Geoheritage: Assessment, Protection, and Management, the 2nd edition provides a comprehensive exploration of geoheritage, beginning with an introduction to geodiversity and progressing to the characterisation of in situ and ex situ geoheritage, its protection and sustainable use.
Arranged chronologically, and with some 140 newly photographed maps and ephemera from the British Library’s cartographic holdings, A History of Railways in 100 Maps explores both the progress of the railways and railway infrastructure across the globe, and through mountains, deserts, cities and even under oceans. The volume also charts the development of how railways were surveyed and presented in two- and three-dimensional forms for the purposes of engineering and construction, politics, economics and indeed war.

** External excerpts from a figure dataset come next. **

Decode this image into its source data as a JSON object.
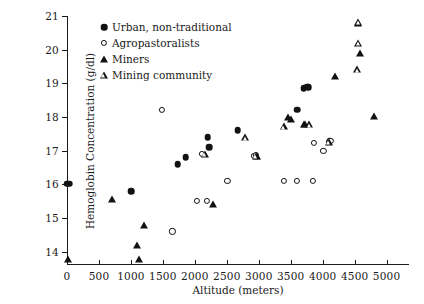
{
  "chart_data": {
    "type": "scatter",
    "title": "",
    "xlabel": "Altitude (meters)",
    "ylabel": "Hemoglobin Concentration (g/dl)",
    "xlim": [
      0,
      5350
    ],
    "ylim": [
      13.6,
      21
    ],
    "xticks": [
      0,
      500,
      1000,
      1500,
      2000,
      2500,
      3000,
      3500,
      4000,
      4500,
      5000
    ],
    "xticklabels": [
      "0",
      "500",
      "1000",
      "1500",
      "2000",
      "2500",
      "3000",
      "3500",
      "4000",
      "4500",
      "5000"
    ],
    "yticks": [
      14,
      15,
      16,
      17,
      18,
      19,
      20,
      21
    ],
    "yticklabels": [
      "14",
      "15",
      "16",
      "17",
      "18",
      "19",
      "20",
      "21"
    ],
    "grid": false,
    "legend_position": "upper left",
    "series": [
      {
        "name": "Urban, non-traditional",
        "marker": "circle-filled",
        "points": [
          [
            0,
            16.02
          ],
          [
            30,
            16.02
          ],
          [
            1000,
            15.8
          ],
          [
            1730,
            16.6
          ],
          [
            1860,
            16.8
          ],
          [
            2200,
            17.4
          ],
          [
            2220,
            17.1
          ],
          [
            2670,
            17.6
          ],
          [
            3600,
            18.22
          ],
          [
            3700,
            18.85
          ],
          [
            3755,
            18.9
          ],
          [
            3775,
            18.88
          ],
          [
            4110,
            17.3
          ]
        ]
      },
      {
        "name": "Agropastoralists",
        "marker": "circle-open",
        "points": [
          [
            1490,
            18.2
          ],
          [
            1650,
            14.6
          ],
          [
            2030,
            15.5
          ],
          [
            2190,
            15.5
          ],
          [
            2110,
            16.9
          ],
          [
            2510,
            16.1
          ],
          [
            2930,
            16.85
          ],
          [
            2960,
            16.88
          ],
          [
            3390,
            16.1
          ],
          [
            3600,
            16.1
          ],
          [
            3850,
            16.1
          ],
          [
            3860,
            17.22
          ],
          [
            4010,
            17.0
          ],
          [
            4095,
            17.25
          ],
          [
            4120,
            17.3
          ]
        ]
      },
      {
        "name": "Miners",
        "marker": "triangle-filled",
        "points": [
          [
            20,
            13.78
          ],
          [
            710,
            15.55
          ],
          [
            1100,
            14.2
          ],
          [
            1200,
            14.8
          ],
          [
            1120,
            13.78
          ],
          [
            2290,
            15.4
          ],
          [
            2970,
            16.85
          ],
          [
            3450,
            18.0
          ],
          [
            3500,
            17.95
          ],
          [
            3700,
            17.78
          ],
          [
            3720,
            17.8
          ],
          [
            4200,
            19.22
          ],
          [
            4550,
            20.8
          ],
          [
            4580,
            19.9
          ],
          [
            4800,
            18.02
          ]
        ]
      },
      {
        "name": "Mining community",
        "marker": "triangle-open",
        "points": [
          [
            2160,
            16.9
          ],
          [
            2790,
            17.4
          ],
          [
            2950,
            16.85
          ],
          [
            3390,
            17.72
          ],
          [
            3790,
            17.78
          ],
          [
            4100,
            17.26
          ],
          [
            4560,
            20.82
          ],
          [
            4560,
            20.2
          ],
          [
            4540,
            19.42
          ]
        ]
      }
    ]
  },
  "legend": {
    "items": [
      {
        "label": "Urban, non-traditional",
        "marker": "circle-filled"
      },
      {
        "label": "Agropastoralists",
        "marker": "circle-open"
      },
      {
        "label": "Miners",
        "marker": "triangle-filled"
      },
      {
        "label": "Mining community",
        "marker": "triangle-open"
      }
    ]
  },
  "colors": {
    "marker": "#121212",
    "axis": "#1a1a1a",
    "background": "#ffffff"
  }
}
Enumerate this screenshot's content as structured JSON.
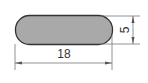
{
  "diagram": {
    "type": "technical-drawing",
    "shape": "rounded-bar-cross-section",
    "fill_color": "#a9a9a9",
    "stroke_color": "#333333",
    "dimensions": {
      "width": {
        "label": "18",
        "orientation": "horizontal"
      },
      "height": {
        "label": "5",
        "orientation": "vertical"
      }
    }
  }
}
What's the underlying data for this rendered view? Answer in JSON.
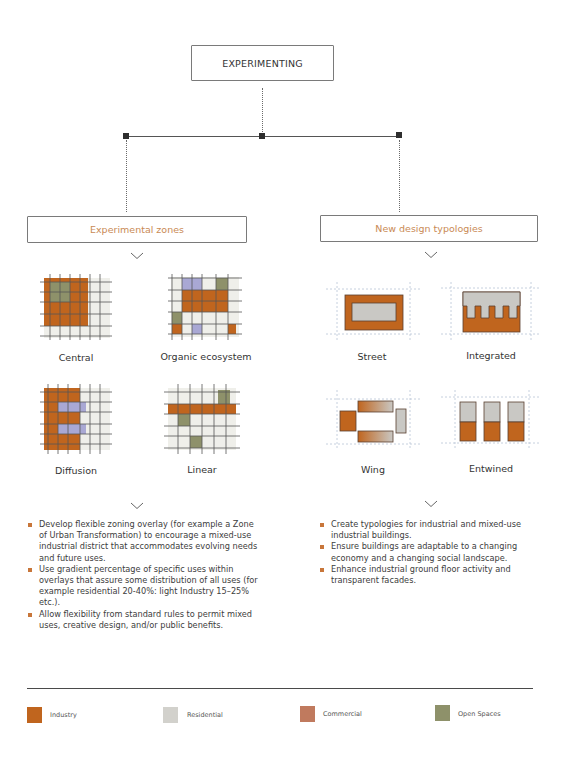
{
  "header": {
    "title": "EXPERIMENTING"
  },
  "colors": {
    "industry": "#c0651e",
    "residential": "#efefea",
    "commercial": "#c07a5e",
    "open_space": "#8e916a",
    "lavender": "#a9a8d4",
    "grey_block": "#c9c8c4",
    "accent_text": "#c98a55",
    "bullet": "#c8763a"
  },
  "branches": [
    {
      "title": "Experimental zones",
      "items": [
        {
          "label": "Central"
        },
        {
          "label": "Organic ecosystem"
        },
        {
          "label": "Diffusion"
        },
        {
          "label": "Linear"
        }
      ],
      "bullets": [
        "Develop flexible zoning overlay (for example a Zone of Urban Transformation) to encourage a mixed-use industrial district that accommodates evolving needs and future uses.",
        "Use gradient percentage of specific uses within overlays that assure some distribution of all uses (for example residential 20-40%: light Industry 15–25% etc.).",
        "Allow flexibility from standard rules to permit mixed uses, creative design, and/or public benefits."
      ]
    },
    {
      "title": "New design typologies",
      "items": [
        {
          "label": "Street"
        },
        {
          "label": "Integrated"
        },
        {
          "label": "Wing"
        },
        {
          "label": "Entwined"
        }
      ],
      "bullets": [
        "Create typologies for industrial and mixed-use industrial buildings.",
        "Ensure buildings are adaptable to a changing economy and a changing social landscape.",
        "Enhance industrial ground floor activity and transparent facades."
      ]
    }
  ],
  "grids": {
    "central": [
      "IIIIRR",
      "IOOIIR",
      "IOOIIR",
      "IIIIIR",
      "IIIIIR",
      "RRRRRR"
    ],
    "organic": [
      "RLLROR",
      "RIIIIR",
      "RIIIIR",
      "ORRRRR",
      "IRLRRI"
    ],
    "diffusion": [
      "IIIRRR",
      "ILLLRR",
      "IIIRRR",
      "ILLLRR",
      "IIIRRR",
      "RRRRRR"
    ],
    "linear": [
      "RRRRGR",
      "IIIIII",
      "RGRRRR",
      "RRRRRR",
      "RRGRRR",
      "RRRRRR"
    ]
  },
  "legend": [
    {
      "label": "Industry",
      "color": "#c0651e"
    },
    {
      "label": "Residential",
      "color": "#d2d1cc"
    },
    {
      "label": "Commercial",
      "color": "#c07a5e"
    },
    {
      "label": "Open Spaces",
      "color": "#8e916a"
    }
  ]
}
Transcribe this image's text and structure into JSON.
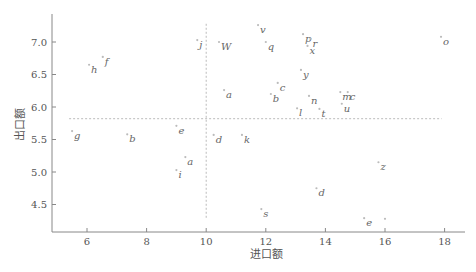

This illustrated volume uncovers Japan’s little-known archive of Buddhist world maps from the 14th–19th centuries, analyzing their creation, reproduction, and reception. D. Max Moerman offers an alternative history of Japanese Buddhism, revealing how cartographic and cosmological visions shaped its geographic imagination.
Narratives like those portraying development workers as heroes and local populations as victims needing to be saved from their own unsustainable practices have led to problematic policies and interventions. Based on fieldwork across four continents, this Element critically analyzes such metanarratives.